Bernie Lubell brings his giant crocheting machine to Liverpool's FACT

Lubell uses the work of French scientist and chronophotographer Etienne-Jules Marey as a starting point for his pieces.

The 19th-century pioneer’s work captured the movements of the body, from the limbs to the heartbeat, which led to significant and pioneering developments in cardiology, aviation and cinematography.

Lubell’s own art examines the human as a machine, an area he became interested in when suffering from heart problems.

His other works in the exhibition will include Conservation of Intimacy (2005), a machine powered by two people rocking on a spring-loaded bench, . . . and the Synapse Sweetly Singing (2003), a model of the human brain based on a network of tin can telephones and a wooden coffin, and Etiology of Innocence (1999), a hand-cranked installation and clockwork recording device.
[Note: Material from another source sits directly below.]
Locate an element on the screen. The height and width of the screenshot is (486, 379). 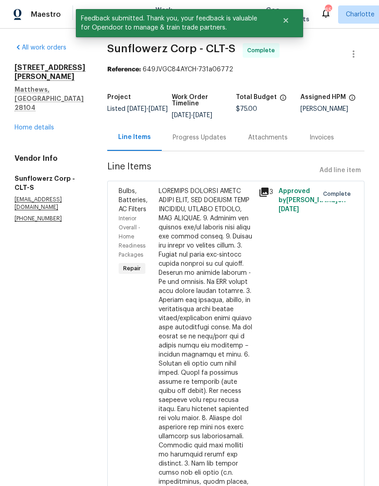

Also being featured are Cheek to Cheek (1999), a stool where visitors can sit and dance with themselves “cheek-to-cheek”, Aphasiogram (1999), a machine charting the visitor’s route to heaven, and A Prurient Interest (1999), a windowless box containing an itch you can never scratch.
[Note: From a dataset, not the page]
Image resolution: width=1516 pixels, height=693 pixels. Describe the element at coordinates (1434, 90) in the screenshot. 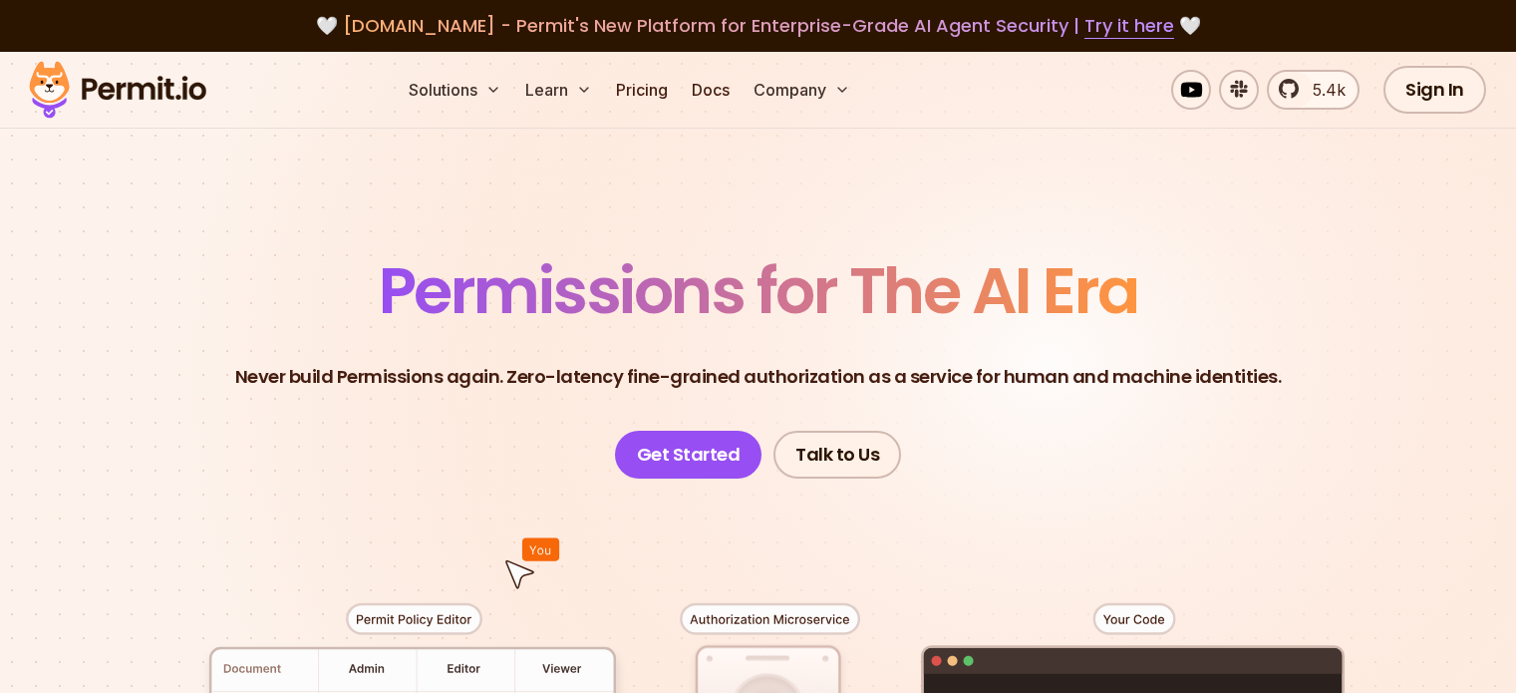

I see `a: Sign In` at that location.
Visitors will also be invited to create their own Lubellesque art works in FACT’s Media Lab.

The artist is currently designing a flat pack sculpture which members of the public can put together and leave in the gallery, where it will form part of a larger structure.

The exhibition comes under FACT’s “UNsustainable”theme for 2009, chosen to coincide with Liverpool’s Year of the Environment.

It opens on June 19 and will move to the V2 Institute for the Unstable Media in Rotterdam when it closes on September 6.